Although he’s recognized for his ambitious novels (ambitious in scope, ambitious in plot and context), Russo has rarely, in his own life, known what would happen next. “I thought I’d be an archeologist, then maybe a scholar,” he says before trailing off: “. . . or just unemployed.”
His grandfather was a glove-cutter, a self-educated man and a big reader. “There was no money for anything when I was growing up,” Russo recalls, “even clothes for high school.” In families like his, you feel the weight of your parents’ dreams. It was only after his first novel, “Mohawk,” appeared in 1986 that he was able to pay off his college loans.
Could Russo have written “Bridge of Sighs” at any other point in his life? “I wanted to write an intimate personal narrative and place it in a larger political context,” he explains. (Issues of justice and citizenship and bearing witness exert their gravity on the characters and the plot.) A novel like “The Risk Pool” (1988) has “a more straightforward narrative, an intimate story without the larger context.
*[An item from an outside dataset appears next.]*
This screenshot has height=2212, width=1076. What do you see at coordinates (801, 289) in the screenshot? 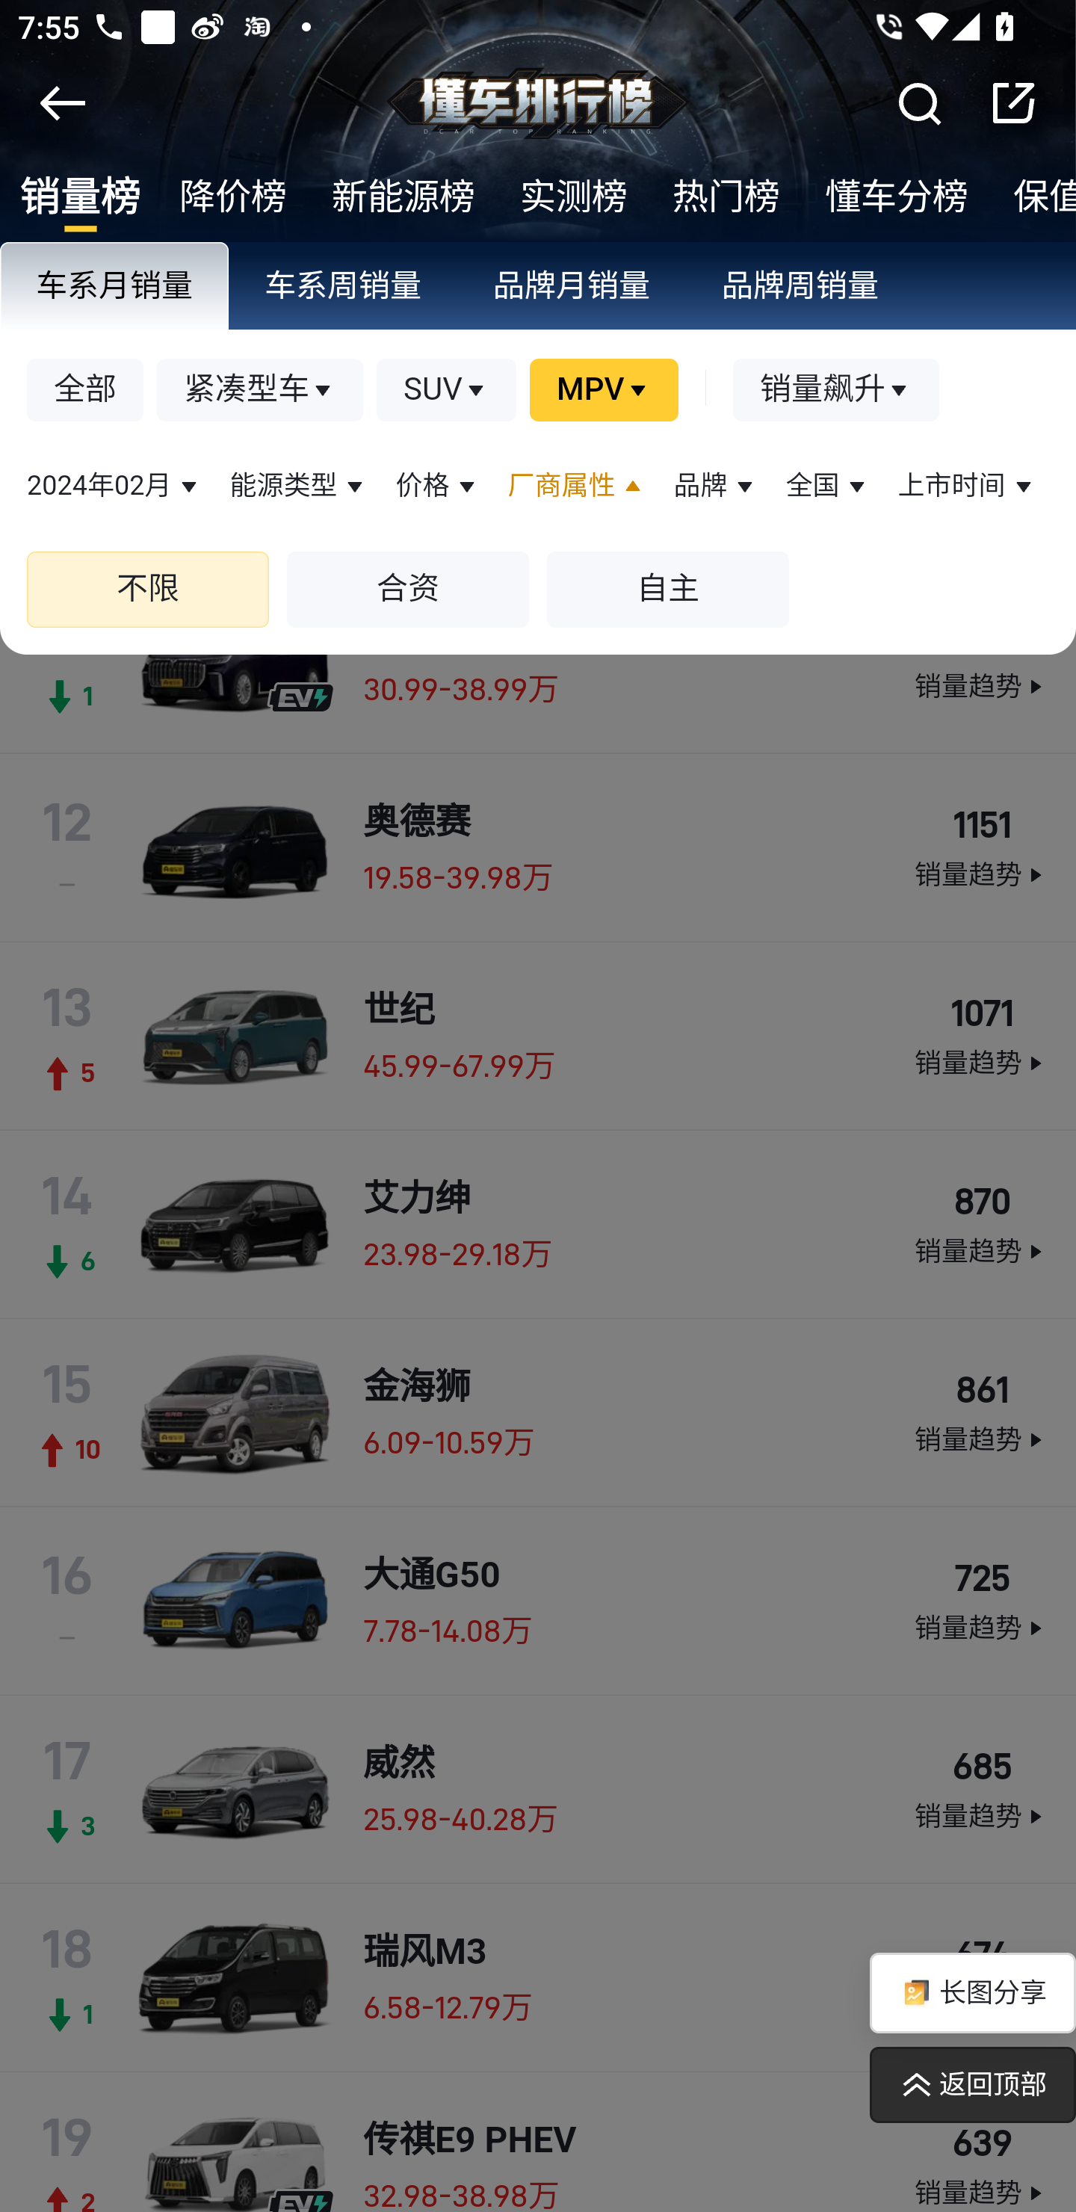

These characters are older; they are turning 60 when we begin to look for the figure in the carpet, to ask the question, ‘How did we end up here?’ ”
In many ways, “Bridge of Sighs” goes against the grain of contemporary literature, which often tends toward a smaller scope (a relationship or an event in a character’s life). But one of Russo’s heroes is Mark Twain, granddaddy of the great digression. Although contemporary readers are “less tolerant of digression,” Russo’s devotees are legion, perhaps because in his hands they get a double whammy: breadth and depth.
What’s next? “I’m going back to North Bath,” Russo says, like a man with travel plans, although what he’s talking about is the upstate New York setting of his 1993 novel “Nobody’s Fool.” “Officer Rainer might be my next main character,” he laughs, referring to a minor character in that book. “And while I’m there, I want to see what Sully” -- the novel’s protagonist -- “is up to.”
It’s no wonder that Russo talks about his landscapes and characters as if they were real. On a chilly October evening, one might turn a corner to find Lucy or Sully or Noonan staring out at Camden Harbor, hands shoved deep in pockets, or sitting at that bar with the warm, yellow light on High Street, enjoying a beer, waiting for someone to tell them what to do.
--
More to Read
Sign up for our Book Club newsletter
Get the latest news, events and more from the Los Angeles Times Book Club, and help us get L.A. reading and talking.
You may occasionally receive promotional content from the Los Angeles Times.